Difference between dictionary and OrderedDict

2020-02-25 08:19发布

问题:

I am trying to get a sorted dictionary. But the order of the items between mydict and orddict doesn't seem to change.

from collections import OrderedDict

mydict = {'a': 1, 'b': 2, 'c': 3, 'd': 4}

orddict = OrderedDict(mydict)

print(mydict, orddict)

# print items in mydict:
print('mydict')
for k, v in mydict.items():
    print(k, v)

print('ordereddict')
# print items in ordered dictionary
for k, v in orddict.items():
    print(k, v)


# print the dictionary keys
# for key in mydict.keys():
#     print(key)


#  print the dictionary values
# for value in mydict.values():
#     print(value)

回答1:

An OrderedDict preserves the order elements were inserted:

>>> od = OrderedDict()
>>> od['c'] = 1
>>> od['b'] = 2
>>> od['a'] = 3
>>> od.items()
[('c', 1), ('b', 2), ('a', 3)]
>>> d = {}
>>> d['c'] = 1
>>> d['b'] = 2
>>> d['a'] = 3
>>> d.items()
[('a', 3), ('c', 1), ('b', 2)]

So an OrderedDict does not order the elements for you, it preserves the order you give it.

If you want to "sort" a dictionary, you probably want

>>> sorted(d.items())
[('a', 1), ('b', 2), ('c', 3)]


回答2:

As of Python 3.7, a new improvement is:

the insertion-order preservation nature of dict objects has been declared to be an official part of the Python language spec.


**WORK TO COMPLETE**
With the pictures left out, print exactly the lines below that run from the one containing "Report mammal location." through the one containing "Search for <element>land vehicle</element>.".

━━━━━━

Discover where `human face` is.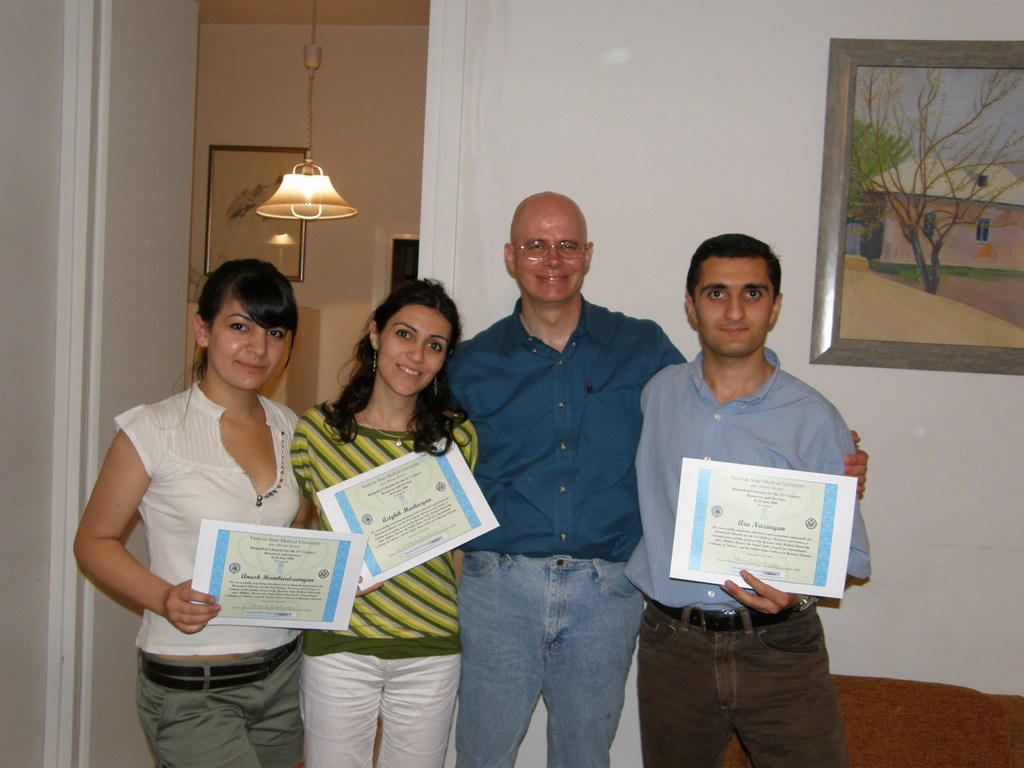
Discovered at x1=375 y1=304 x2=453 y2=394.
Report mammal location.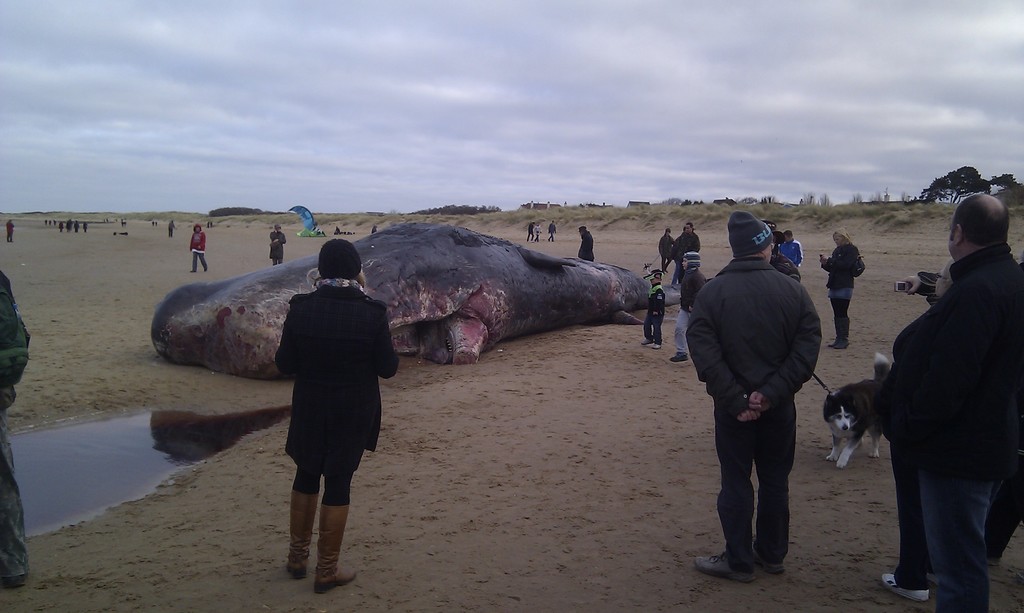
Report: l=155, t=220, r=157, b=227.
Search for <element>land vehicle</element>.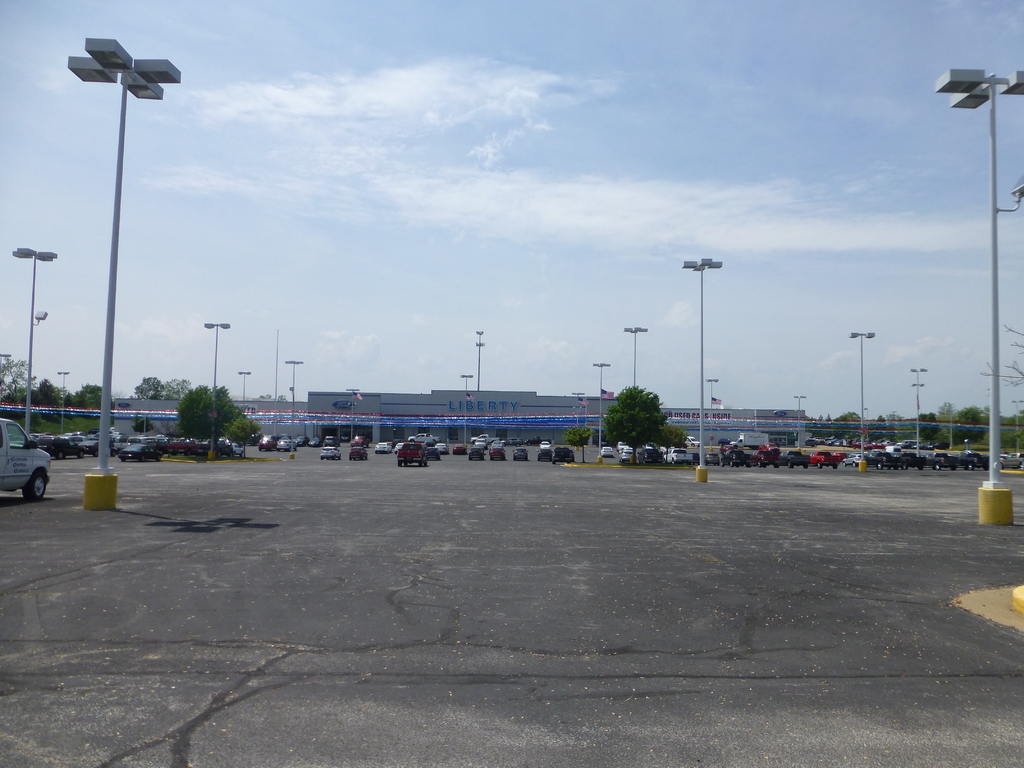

━━━━━━

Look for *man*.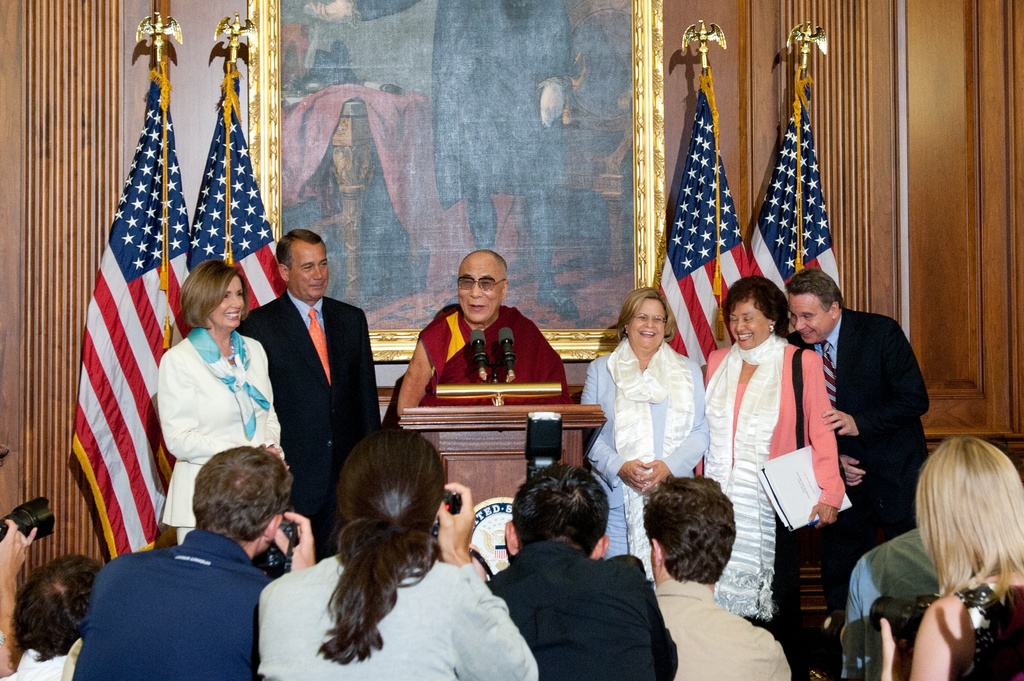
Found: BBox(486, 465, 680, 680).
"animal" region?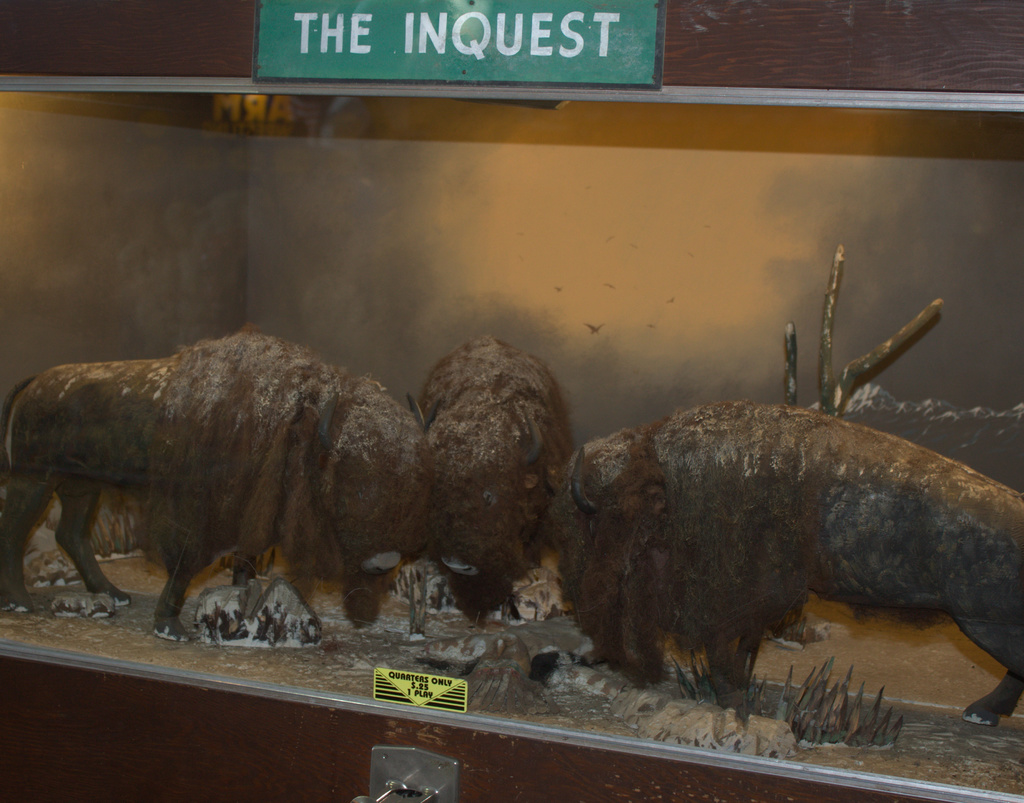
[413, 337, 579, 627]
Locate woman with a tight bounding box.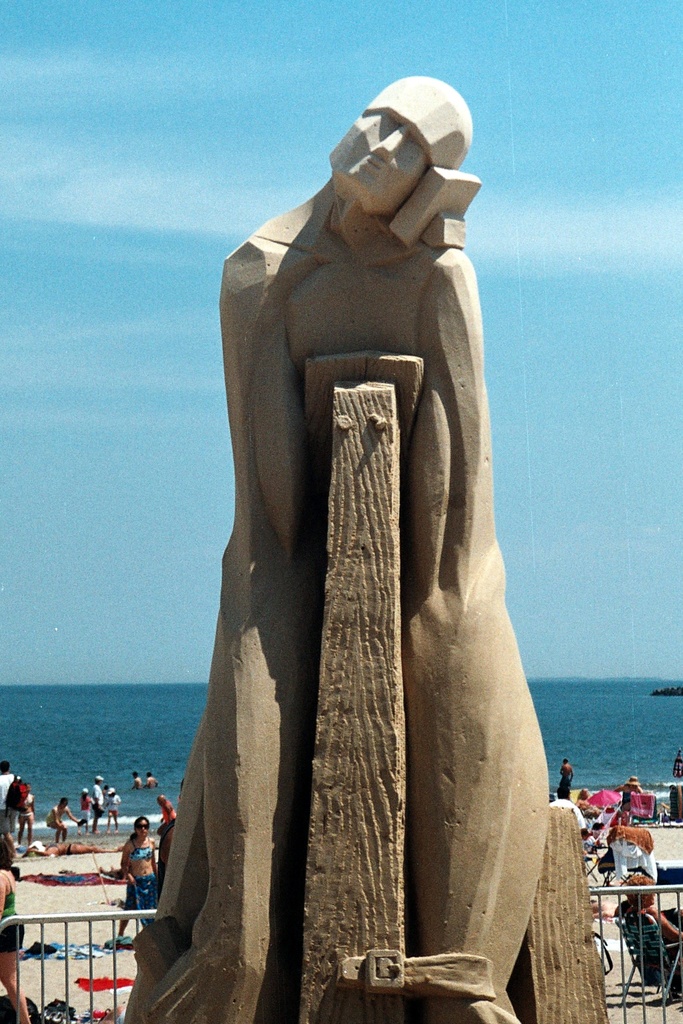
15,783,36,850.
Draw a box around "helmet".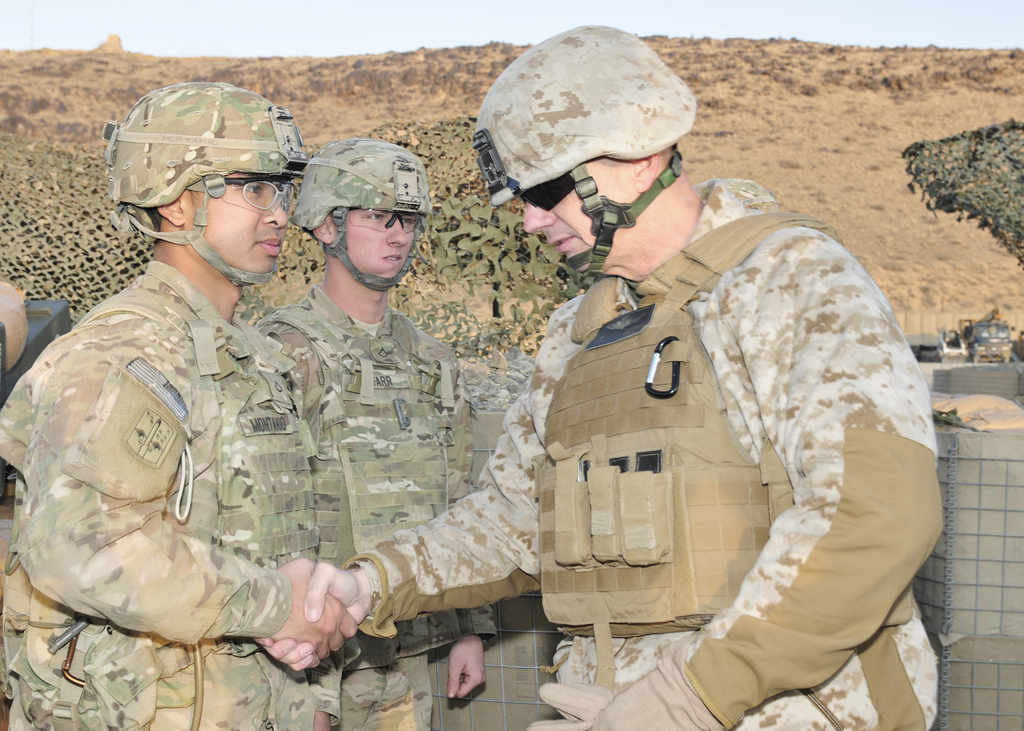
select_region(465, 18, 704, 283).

━━━━━━

**YOUR RESPONSE**
Report mammal location.
Report: l=155, t=220, r=157, b=227.
Search for <element>land vehicle</element>.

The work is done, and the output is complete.